Georgetown University’s Newspaper of Record since 1920

The Hoya

Georgetown University’s Newspaper of Record since 1920

The Hoya

Georgetown University’s Newspaper of Record since 1920

The Hoya

Intellectual Life Can Thrive Outside of the Classroom

A late-night visit to Lauinger Library anytime during the next couple of weeks will reveal mobs of students working hard. Students studying intensely. Alone.

I’m interested in the last: the solitariness of the endeavor. Of course, much of the work at the end of the semester must be done alone; except for the occasional group project, the tasks of papers and exams that lie ahead for students are personal and individual. However, my sense is that too much of the intellectual labor here on the Hilltop is of a solitary kind, and I think that fact contributes to the problems noted in the recent Intellectual Life Report.

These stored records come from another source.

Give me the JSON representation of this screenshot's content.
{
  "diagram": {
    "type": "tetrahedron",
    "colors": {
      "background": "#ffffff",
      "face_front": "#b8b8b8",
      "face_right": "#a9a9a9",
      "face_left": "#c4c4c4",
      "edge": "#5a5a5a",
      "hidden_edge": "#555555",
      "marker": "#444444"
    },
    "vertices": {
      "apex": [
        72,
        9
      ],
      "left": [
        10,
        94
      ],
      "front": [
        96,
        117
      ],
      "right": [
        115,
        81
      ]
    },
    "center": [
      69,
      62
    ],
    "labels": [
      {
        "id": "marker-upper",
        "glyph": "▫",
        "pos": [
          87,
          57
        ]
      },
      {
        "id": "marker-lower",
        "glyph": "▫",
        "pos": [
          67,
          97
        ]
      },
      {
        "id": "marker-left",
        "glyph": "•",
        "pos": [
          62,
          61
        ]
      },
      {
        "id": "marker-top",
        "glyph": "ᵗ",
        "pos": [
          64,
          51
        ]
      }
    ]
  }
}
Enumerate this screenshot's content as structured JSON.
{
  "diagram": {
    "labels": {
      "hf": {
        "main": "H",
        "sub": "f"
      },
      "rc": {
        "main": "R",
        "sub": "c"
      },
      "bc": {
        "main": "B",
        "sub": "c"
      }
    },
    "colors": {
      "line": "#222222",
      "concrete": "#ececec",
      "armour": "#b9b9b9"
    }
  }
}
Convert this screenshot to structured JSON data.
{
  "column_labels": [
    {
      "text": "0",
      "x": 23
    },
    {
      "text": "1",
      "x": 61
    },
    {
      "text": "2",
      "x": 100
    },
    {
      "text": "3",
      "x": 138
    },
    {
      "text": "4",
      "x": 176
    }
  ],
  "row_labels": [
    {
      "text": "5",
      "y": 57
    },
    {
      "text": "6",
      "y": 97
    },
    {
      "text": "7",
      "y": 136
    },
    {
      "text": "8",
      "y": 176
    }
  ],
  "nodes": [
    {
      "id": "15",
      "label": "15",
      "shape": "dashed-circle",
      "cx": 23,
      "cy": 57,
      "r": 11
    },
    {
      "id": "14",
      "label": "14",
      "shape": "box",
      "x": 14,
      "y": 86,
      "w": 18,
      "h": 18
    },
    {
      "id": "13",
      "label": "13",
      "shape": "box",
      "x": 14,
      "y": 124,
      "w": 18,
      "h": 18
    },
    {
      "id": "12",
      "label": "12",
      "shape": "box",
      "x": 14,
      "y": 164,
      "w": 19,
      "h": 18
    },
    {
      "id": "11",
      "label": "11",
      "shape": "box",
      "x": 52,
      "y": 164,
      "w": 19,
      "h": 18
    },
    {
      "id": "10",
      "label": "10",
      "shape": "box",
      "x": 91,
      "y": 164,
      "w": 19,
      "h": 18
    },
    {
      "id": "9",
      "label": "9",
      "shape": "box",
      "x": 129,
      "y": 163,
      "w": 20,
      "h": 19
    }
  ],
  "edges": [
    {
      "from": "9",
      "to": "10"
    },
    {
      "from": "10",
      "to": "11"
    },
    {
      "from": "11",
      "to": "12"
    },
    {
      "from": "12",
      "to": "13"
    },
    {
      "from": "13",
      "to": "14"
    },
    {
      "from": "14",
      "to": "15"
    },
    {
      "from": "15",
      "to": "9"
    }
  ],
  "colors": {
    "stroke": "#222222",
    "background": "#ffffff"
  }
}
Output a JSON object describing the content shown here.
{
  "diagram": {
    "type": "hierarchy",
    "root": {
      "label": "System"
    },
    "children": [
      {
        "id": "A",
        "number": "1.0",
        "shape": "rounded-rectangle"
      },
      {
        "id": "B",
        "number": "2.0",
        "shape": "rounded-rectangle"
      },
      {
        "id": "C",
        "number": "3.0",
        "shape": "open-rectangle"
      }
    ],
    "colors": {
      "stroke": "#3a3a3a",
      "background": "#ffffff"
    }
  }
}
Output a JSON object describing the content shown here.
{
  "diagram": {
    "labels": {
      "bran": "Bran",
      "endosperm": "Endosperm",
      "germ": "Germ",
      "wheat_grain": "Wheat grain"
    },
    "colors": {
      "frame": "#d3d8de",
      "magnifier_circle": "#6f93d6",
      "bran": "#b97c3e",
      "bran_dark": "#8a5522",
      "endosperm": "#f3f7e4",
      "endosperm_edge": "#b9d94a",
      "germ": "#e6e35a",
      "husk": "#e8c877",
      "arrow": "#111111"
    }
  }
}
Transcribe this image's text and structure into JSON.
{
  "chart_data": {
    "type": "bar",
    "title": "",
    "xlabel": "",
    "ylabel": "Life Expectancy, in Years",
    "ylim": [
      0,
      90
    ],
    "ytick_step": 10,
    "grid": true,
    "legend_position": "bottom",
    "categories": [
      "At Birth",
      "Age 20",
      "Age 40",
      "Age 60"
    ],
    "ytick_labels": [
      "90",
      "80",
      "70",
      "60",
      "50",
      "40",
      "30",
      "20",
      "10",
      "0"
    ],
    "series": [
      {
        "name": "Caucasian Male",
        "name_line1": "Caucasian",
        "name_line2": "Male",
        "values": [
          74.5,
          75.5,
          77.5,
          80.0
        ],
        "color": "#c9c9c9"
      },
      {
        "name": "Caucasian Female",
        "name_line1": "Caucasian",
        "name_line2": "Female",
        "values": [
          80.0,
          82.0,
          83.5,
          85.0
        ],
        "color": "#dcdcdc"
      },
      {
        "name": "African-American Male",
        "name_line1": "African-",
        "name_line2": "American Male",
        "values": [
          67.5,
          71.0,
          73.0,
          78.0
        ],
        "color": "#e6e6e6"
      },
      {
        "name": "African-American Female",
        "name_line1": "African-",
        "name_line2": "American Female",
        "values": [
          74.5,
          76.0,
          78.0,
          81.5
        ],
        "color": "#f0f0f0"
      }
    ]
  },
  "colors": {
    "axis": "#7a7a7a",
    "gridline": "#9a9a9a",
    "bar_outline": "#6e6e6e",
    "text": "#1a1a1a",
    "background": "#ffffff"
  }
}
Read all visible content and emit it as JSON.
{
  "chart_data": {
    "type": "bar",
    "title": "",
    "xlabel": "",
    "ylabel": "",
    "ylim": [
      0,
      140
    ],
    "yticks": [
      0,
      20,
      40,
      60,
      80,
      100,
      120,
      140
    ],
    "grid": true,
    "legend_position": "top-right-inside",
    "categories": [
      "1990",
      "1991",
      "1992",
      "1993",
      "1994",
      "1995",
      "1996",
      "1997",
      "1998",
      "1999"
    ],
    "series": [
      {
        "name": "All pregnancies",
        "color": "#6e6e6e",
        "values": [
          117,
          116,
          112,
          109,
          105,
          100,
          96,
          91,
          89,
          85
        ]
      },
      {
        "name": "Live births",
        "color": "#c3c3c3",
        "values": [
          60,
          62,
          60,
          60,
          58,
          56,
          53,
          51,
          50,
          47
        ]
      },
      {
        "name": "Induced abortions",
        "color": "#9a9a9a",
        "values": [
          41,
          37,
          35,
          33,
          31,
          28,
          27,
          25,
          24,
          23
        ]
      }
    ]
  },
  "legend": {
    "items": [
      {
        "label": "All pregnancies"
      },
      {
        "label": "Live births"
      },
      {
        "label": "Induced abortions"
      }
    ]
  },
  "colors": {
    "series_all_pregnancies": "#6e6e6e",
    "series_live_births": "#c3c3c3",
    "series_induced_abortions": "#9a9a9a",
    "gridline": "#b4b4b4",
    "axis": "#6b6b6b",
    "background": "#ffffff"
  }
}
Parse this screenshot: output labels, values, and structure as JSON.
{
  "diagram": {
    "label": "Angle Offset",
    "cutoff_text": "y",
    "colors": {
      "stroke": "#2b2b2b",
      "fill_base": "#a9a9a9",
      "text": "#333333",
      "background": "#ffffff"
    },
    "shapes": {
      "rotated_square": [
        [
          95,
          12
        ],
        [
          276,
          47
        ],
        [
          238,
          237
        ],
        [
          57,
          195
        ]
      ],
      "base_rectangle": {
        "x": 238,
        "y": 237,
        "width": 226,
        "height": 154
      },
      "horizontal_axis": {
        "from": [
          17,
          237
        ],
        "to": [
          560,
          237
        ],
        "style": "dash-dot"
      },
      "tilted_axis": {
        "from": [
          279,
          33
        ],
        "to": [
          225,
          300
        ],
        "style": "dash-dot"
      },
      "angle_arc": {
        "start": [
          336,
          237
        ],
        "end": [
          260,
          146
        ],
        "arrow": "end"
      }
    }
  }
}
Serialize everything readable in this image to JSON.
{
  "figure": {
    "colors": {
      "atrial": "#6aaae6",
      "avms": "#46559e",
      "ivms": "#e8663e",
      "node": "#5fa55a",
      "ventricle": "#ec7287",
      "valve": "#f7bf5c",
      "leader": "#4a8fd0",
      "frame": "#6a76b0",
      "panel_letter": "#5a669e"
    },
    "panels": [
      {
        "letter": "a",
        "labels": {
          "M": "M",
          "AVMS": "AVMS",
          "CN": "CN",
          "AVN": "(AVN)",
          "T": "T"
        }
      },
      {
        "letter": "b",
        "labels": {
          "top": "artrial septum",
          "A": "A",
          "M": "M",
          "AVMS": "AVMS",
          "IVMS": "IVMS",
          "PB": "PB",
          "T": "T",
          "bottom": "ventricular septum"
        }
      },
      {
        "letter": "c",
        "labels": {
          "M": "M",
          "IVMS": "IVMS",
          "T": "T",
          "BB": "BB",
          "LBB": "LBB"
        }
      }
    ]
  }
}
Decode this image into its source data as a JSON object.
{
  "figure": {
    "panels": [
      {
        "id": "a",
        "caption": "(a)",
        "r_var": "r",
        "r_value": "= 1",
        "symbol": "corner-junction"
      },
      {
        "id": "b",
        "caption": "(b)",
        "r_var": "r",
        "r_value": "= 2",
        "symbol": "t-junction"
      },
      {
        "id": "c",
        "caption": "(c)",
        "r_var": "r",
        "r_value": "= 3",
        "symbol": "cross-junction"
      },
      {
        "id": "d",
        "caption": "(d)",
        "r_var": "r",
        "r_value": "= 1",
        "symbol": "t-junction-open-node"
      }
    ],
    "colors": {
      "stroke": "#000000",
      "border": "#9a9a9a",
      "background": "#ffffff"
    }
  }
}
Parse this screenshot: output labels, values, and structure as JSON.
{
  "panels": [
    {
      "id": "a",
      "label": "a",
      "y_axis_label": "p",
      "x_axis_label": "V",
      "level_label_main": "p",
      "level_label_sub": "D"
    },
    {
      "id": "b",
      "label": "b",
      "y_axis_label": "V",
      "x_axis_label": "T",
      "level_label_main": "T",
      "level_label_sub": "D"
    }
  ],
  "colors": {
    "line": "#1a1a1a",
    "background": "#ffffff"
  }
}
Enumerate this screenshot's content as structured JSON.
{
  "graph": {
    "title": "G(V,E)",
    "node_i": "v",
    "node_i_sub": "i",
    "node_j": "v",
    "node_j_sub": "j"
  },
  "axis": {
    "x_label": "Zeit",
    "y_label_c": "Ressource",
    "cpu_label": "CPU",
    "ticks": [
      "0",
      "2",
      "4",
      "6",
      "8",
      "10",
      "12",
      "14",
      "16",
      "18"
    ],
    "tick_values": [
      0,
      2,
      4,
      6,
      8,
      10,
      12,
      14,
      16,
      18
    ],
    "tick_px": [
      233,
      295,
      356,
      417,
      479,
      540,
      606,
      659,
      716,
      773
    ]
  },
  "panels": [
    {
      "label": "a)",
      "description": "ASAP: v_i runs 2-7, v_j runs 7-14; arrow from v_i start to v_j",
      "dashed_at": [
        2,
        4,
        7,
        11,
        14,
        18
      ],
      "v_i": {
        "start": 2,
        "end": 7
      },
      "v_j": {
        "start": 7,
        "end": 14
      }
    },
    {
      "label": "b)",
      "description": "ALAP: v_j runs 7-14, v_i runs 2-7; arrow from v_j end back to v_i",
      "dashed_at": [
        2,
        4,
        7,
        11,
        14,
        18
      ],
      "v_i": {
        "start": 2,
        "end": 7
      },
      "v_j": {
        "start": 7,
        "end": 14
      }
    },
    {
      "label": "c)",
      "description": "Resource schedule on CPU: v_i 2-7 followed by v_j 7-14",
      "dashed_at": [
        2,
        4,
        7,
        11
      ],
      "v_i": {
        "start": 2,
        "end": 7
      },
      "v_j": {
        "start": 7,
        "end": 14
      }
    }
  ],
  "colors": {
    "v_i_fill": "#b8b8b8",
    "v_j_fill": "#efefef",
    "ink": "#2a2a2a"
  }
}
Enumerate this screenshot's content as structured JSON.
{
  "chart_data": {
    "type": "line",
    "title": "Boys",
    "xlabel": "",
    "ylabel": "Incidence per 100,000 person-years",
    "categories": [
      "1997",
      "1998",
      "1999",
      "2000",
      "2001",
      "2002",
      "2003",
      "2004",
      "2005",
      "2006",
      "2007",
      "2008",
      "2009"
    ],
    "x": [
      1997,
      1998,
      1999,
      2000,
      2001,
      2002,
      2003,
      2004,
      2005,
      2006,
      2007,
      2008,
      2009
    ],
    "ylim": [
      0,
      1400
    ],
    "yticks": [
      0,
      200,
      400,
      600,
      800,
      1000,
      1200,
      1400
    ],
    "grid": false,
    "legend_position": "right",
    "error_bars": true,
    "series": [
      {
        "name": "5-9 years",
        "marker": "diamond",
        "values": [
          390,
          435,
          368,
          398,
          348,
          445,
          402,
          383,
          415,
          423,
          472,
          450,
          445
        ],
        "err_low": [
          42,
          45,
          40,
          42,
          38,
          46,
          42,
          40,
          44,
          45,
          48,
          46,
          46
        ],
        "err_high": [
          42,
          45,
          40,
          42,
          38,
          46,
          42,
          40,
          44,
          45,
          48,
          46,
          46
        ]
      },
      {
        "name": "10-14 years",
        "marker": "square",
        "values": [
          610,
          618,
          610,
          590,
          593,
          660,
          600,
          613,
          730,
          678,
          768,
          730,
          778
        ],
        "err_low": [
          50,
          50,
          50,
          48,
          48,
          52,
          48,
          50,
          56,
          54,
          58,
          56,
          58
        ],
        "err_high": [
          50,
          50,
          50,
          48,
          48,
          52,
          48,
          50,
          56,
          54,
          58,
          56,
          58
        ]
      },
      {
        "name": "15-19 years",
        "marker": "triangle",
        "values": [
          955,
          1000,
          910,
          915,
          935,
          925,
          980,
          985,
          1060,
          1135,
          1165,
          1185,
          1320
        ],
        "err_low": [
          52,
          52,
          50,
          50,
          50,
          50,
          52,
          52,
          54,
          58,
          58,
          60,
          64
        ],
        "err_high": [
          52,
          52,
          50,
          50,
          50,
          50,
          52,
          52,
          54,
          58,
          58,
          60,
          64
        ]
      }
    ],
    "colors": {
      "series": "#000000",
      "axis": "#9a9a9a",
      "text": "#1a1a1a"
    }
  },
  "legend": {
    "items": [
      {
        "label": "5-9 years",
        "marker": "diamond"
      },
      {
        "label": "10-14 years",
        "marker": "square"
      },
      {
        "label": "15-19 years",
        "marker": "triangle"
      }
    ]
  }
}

By now most are aware of the report and its concern that the undergraduate culture is insufficiently intellectual. We are also aware of student complaints about the report: e.g., it ignores the good and exaggerates the bad, wrongly sees grade “deflation” and student research as solutions to the problem and, generally, reflects faculty frustration that students are not more like us.

That said, I agree with the report’s view, to put it positively, that we can do a better job in creating an academic culture here on the Hilltop. One of my colleagues has described dorms as “intellectual dead space,” which seems to me uncomfortably close to the truth. Residence Life has worked hard to change that, but the fact remains that television, video games and Facebook surfing are more common features of dorm lounge culture than anything dealing with the life of the mind.

So I agree with the report’s main concern. However, I am not yet sold on the solutions it offers. Besides the two mentioned above, grade deflation and student research, the report also recommends we recruit a slightly different, more intellectually inclined student body (for example, by redoing the pitch given by campus tour guides, revising the literature sent out to prospective undergrads and, in general, giving a higher profile to the virtue of academic excellence).

The last solution seems backward. Instead of asking how we might attract the “right” student body to fit our intellectual ideals, we should focus on creating the best academic culture possible given the particular (fine) student body we already have.

What characterizes that body? Presumably all would agree that our students are smart and hard-working. Some would add they are broadly political and often concerned about matters of the nation and world; others would lament that they are too pre-professional (i.e., too concerned about future careers, too focused on stuffing résumés, too utilitarian about coursework).

I would highlight a different feature: Our students are socially gifted. They are fun to be with, comfortable in social interactions and enjoy doing things with their fellow Hoyas. Their intelligence and social adeptness make Georgetown undergrads a delight to teach. No offense, but I don’t want Chicago undergrads.

The problem, I think, is that we don’t do enough to build on those strengths. Specifically, we don’t create enough opportunities for students to engage in intellectual enterprises with their friends and acquaintances, with their “group,” with housemates and floor mates in the dorms. Students can talk about the last basketball game because half of them were at it. They can talk about “Lost” or “Grey’s Anatomy” because many of them watch the show. What they can’t talk about is the book they are reading in course #8351 because the only people reading that book are the 35 other students in that class.

There are exceptions, and they are revealing. If one enters a dorm lounge and hears a conversation on intellectual matters, it’s likely to be about orgo, math, micro/macro economics, map of the modern world or the elections – all subjects that have a critical mass of students engaged in them. Less likely are conversations involving the traditional humanities (e.g., literature, philosophy and theology), in part because courses in those disciplines do not typically use common texts or progress through a shared set of concepts.

y sense is that our students enjoy doing things with each other (a lot). It almost doesn’t matter what they’re doing (service projects or video games) as long as they’re doing it with one another (witness the stunning success of the recent Relay For Life). They will attend academic lectures if there’s a public “buzz” about them (e.g., the McGrath-Hitchens debate in Gaston Hall) or discuss novels if they can do so with their friends.

How, then, can the intellectual life be “de-privatized,” i.e., made so that it more readily appears within the various social networks that engage our students? The key, I think, is to create common intellectual experiences among a critical mass of students. One approach: Each semester designate an author, book, article or ethical issue (or a set of the same) that can be adopted by faculty (optionally, of course) in a variety of courses, coupled perhaps with high-profile lectures, performances or other events that create a campus “buzz” around the selected topic.

If we de-privatize the campus’s intellectual life and build on our students’ natural enjoyment of engaging one another, I think we’ll be in a better position to achieve the worthy goals of the Intellectual Life Report.

Fr. Christopher Steck, S.J., is an associate professor in the theology department.